Xperf support for XP

"Do the xperf tools support XP or Windows Server 2003?" is a frequently ask question.  The answer is no mostly, and yes for a few things. 

The next article in this series is Using the Windows Sample Profiler with Xperf

xperf.exe can be used on Windows XP SP2, and Windows Server 2003 for turning tracing on and of, and merge kernel trace data with user mode traces into a single ETL file.   These operations are simply called "trace control".   NOte that the ' -stackwalk' switch is not supported on XP because its kernel doesn't support capturing the stack on events, this is anew feature in the Vista kernel.

However, all operations that require trace decoding (and that's almost everything else), must be done on Vista or Windows Server 2008.  This includes viewing traces in the Windows Performance Analyzer tool (xperfview.exe).

The next question is this "The xperf tool kit installer doesn't install the tools on XP or WS2003; how do I get the tools on those systems?"

The answer is simple: From a Vista or WS2008 installation copy xperf.exe and perfctrl.dll to the target system. This is all xperf needs to support trace control .

After you have generated an ETL file, you can then copy it to a Vista or WS2008 system for trace decoding. 

For those of you interested in the long story....  

<boooring>
Event Tracing for Windows was first introduced in Windows in 2000.  Back then, the OS only supported a small number of events; very few other Window's components used ETW.   In those days, event logging with ETW was in its infancy and the people that wrote event consumers generally also wrote the code that produced the events, or worked closely with those that did.

Back in the day, many event providers and consumer's simply used the same C/C++ data structures to produce and consume events.  While simple, this sometimes broke because people wouldn't version the events correctly when the event structure changed.  In short, if the producer and the consumer code wasn't kept in sync then things were busted.  This got to be a real problem as ETW was used more broadly.

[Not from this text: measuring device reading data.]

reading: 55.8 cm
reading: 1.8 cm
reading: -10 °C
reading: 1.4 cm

This problem was solved by using meta to describe events.  This allowed event consumers to decode events without knowledge of the events binary format.  This worked much better; it allowed the event provider author to change an event's binary format without breaking the consumer.  In the XP time frame MOF files were used to describe events.   For example, you can find he kernel's context switch event here.

Three things changed for Vista:

  1. The entire Windows build system was updated so that every component was described by an XML based manifest.  This included describing ETW events.  We deprecated the MOF format and all new events were authored with XML based descriptions in their manifests using the Event Manifest Schema.  
  2. The use of ETW became very prevalent - many teams added event providers to their components and used them for Windows Event Logging (which is ETW based), performance work, diagnostics, and testing.  For example, on my laptop, there are 985 registered ETW event providers.  Use the "xperf -provider" command to see what is registered on your system.
  3. Our team decided to make a major investment in ETW based tools as did other teams around Windows.  This meant that meta information for events was very important as it enabled event providers and the consumers to be more decoupled and cohesive.

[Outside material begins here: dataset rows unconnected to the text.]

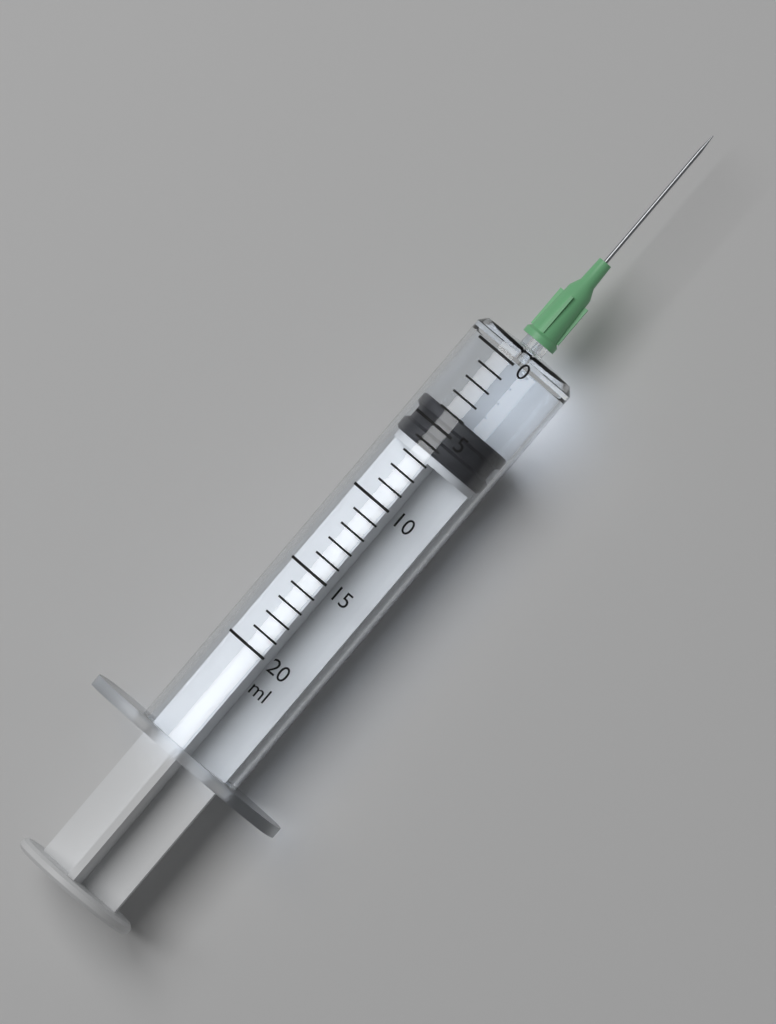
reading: 4 ml
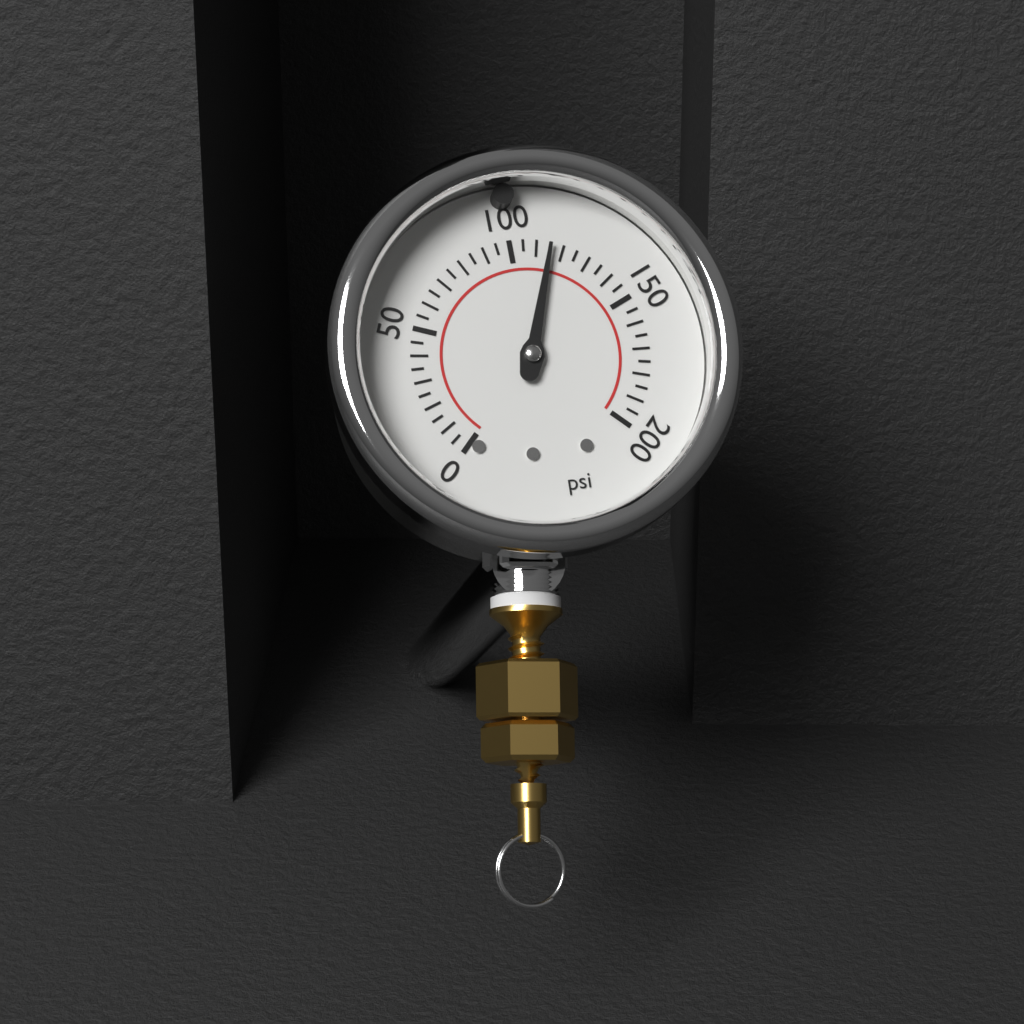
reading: 115 psi
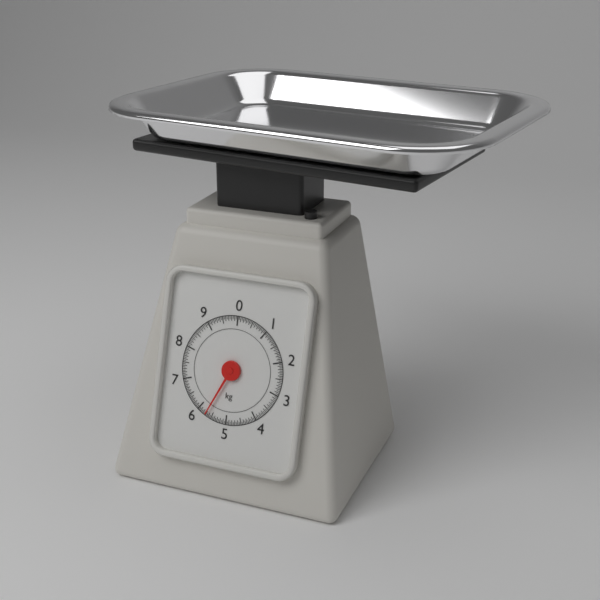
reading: 5.70 kg
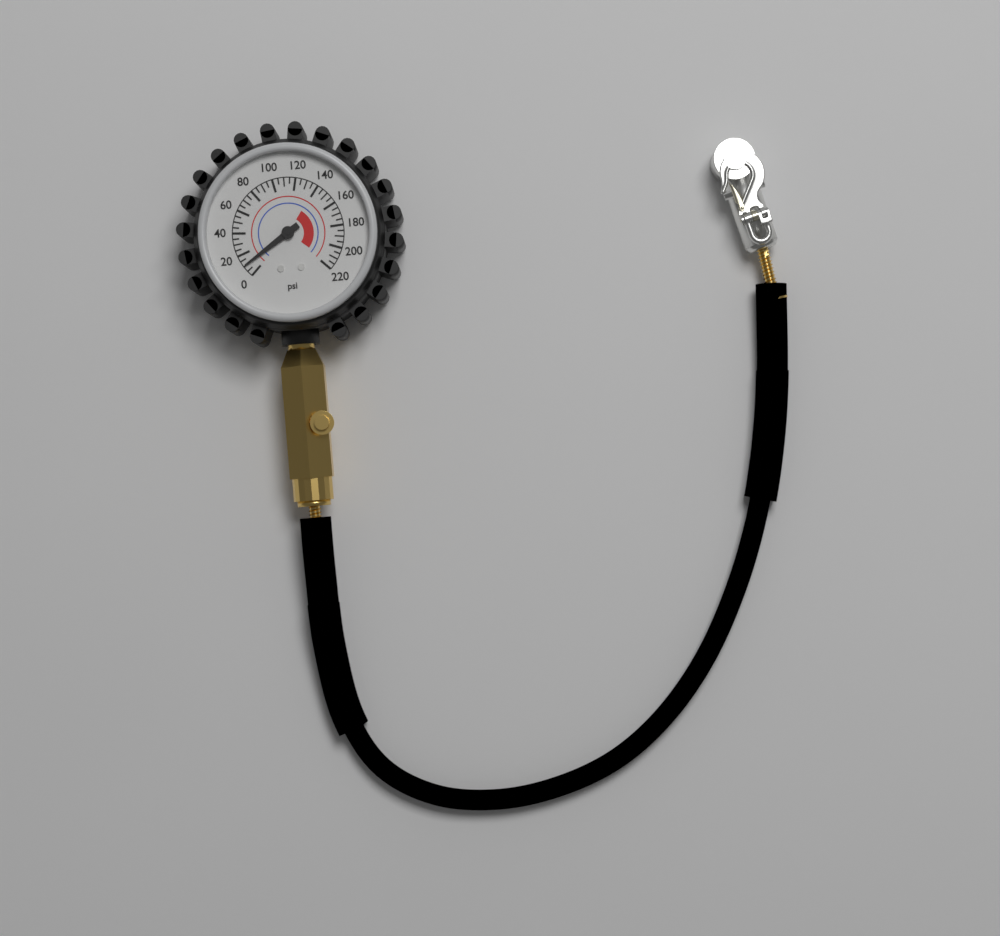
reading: 10 psi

But, this posed one problem for us: do we fully support trace decoding on both Vista and XP?  Or just on Vista?  It was technically possible to keep trace decoding working on XP, but this would require shipping some Vista components with the tools because the required trace decoding infrastructure is only present on Vista.  Unfortunately, this isn't possible for all kinds of business, legal, and some technical reasons.  It would have also doubled our test matrix.

After much discussion, we decided it was an easily workable compromise to support trace collection on XP, and require Vista or WS2008 for all trace decoding operations.